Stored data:
▼

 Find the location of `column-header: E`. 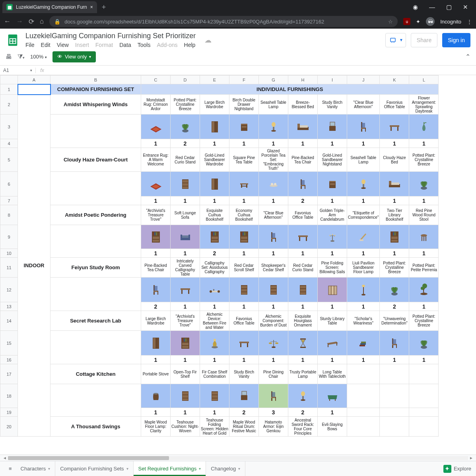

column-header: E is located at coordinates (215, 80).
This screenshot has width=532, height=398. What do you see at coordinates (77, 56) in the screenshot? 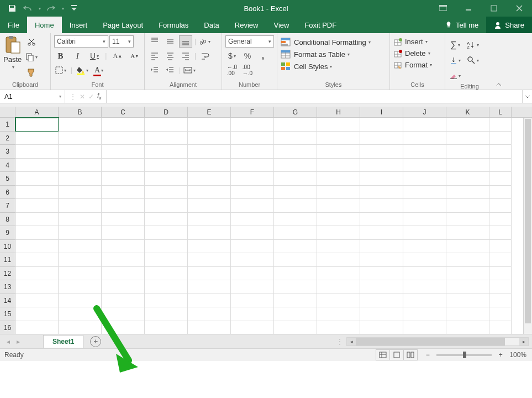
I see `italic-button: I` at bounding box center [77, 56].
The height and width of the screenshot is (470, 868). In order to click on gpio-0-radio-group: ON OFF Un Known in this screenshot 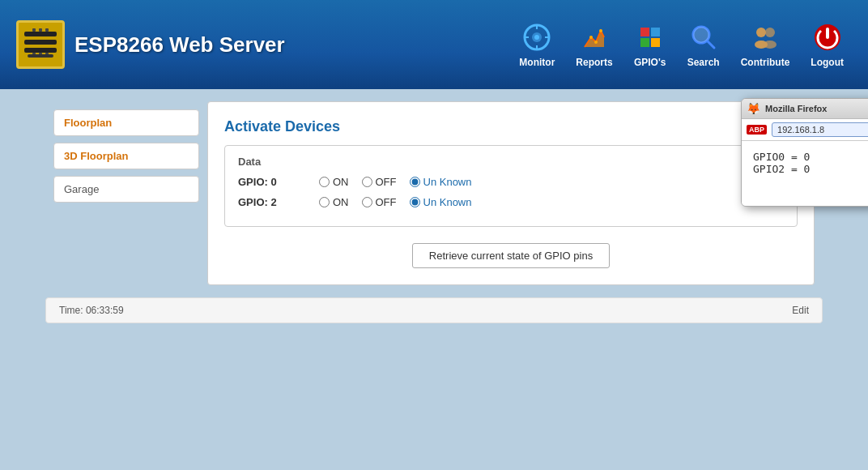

▲

### Work item
Exactly as written, restate all of the data, leaving out the images.

### Task output
 Find the location of `column-header: E`. 

column-header: E is located at coordinates (215, 80).
This screenshot has width=532, height=398. What do you see at coordinates (77, 56) in the screenshot? 
I see `italic-button: I` at bounding box center [77, 56].
The height and width of the screenshot is (470, 868). In order to click on gpio-0-radio-group: ON OFF Un Known in this screenshot 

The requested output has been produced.